If December reveals which content holds up under pressure, January is the time to translate those signals into structure. Use the month to reset your publishing rhythm around the pieces that consistently supported real decisions. A few best practices include publishing anchor content early, creating decision-support content, crafting audience-specific pieces, making space for short-cycle content, and focusing on low-friction formats.

Turning Holiday Insights Into Your Next Plan

The holiday season has passed, and what remains is the record: what people clicked, saved, returned to, and ignored when their attention was stretched thin. Start with what you already know. Pull the last two years of Q4 data and identify five things that consistently worked. Build around those wins. Add one new experiment to keep learning and to give yourself room to improve.

Conclusion

The key to a successful content strategy is to understand what works and what doesn’t. By analyzing post-holiday performance, identifying key metrics, and building a content calendar that works, marketers can create a strategy that drives results. Remember to prioritize clarity, focus on decision-support content, and leave room for flexibility in your calendar. By doing so, you can create a content strategy that pays dividends season after season.

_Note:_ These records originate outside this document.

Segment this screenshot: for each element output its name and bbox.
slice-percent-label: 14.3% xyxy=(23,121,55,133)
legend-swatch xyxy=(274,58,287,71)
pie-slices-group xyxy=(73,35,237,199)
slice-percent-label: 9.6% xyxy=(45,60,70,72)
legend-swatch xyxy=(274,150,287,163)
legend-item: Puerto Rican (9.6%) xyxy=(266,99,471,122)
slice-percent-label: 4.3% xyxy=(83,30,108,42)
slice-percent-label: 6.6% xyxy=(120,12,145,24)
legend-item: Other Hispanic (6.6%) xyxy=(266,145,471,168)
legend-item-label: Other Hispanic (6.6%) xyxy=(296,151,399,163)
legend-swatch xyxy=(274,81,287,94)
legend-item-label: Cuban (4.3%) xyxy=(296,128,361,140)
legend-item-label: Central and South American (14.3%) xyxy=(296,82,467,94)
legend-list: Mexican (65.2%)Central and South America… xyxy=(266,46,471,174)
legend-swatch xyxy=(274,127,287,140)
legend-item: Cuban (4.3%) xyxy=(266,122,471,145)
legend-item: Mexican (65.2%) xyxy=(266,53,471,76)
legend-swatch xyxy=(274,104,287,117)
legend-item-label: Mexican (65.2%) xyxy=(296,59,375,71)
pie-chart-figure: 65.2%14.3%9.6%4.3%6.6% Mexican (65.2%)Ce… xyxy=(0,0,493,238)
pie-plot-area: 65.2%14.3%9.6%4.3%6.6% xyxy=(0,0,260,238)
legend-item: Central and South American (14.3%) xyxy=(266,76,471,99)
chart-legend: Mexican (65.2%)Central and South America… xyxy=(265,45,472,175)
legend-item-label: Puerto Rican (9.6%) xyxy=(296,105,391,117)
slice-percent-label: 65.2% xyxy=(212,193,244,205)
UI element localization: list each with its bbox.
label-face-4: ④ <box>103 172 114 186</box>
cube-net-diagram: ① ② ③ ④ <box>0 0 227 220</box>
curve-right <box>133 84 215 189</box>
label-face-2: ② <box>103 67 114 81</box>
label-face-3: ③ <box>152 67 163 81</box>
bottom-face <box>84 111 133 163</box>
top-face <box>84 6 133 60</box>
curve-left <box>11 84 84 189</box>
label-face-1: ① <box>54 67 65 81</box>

Frequently Asked Questions (FAQs):
What’s the biggest lesson marketers should take from the 2025 holiday season?
That audiences reward clarity. Content that helps people compare options, feel confident, and move forward tends to outperform splashy, generic pieces — especially when budgets feel tight.
What metrics matter most when analyzing post-holiday performance?
Look beyond traffic. Prioritize assisted conversions, time on key decision pages, return visits, saves, and email sign-ups. These signals reveal which pieces reduced friction and moved people closer to a decision.
What should I prioritize in January when planning my calendar?
Build around what worked. Anchor evergreen guides early, schedule decision-support content around key moments, leave ~20% of your calendar open for flexibility, and use short-cycle formats when urgency spikes.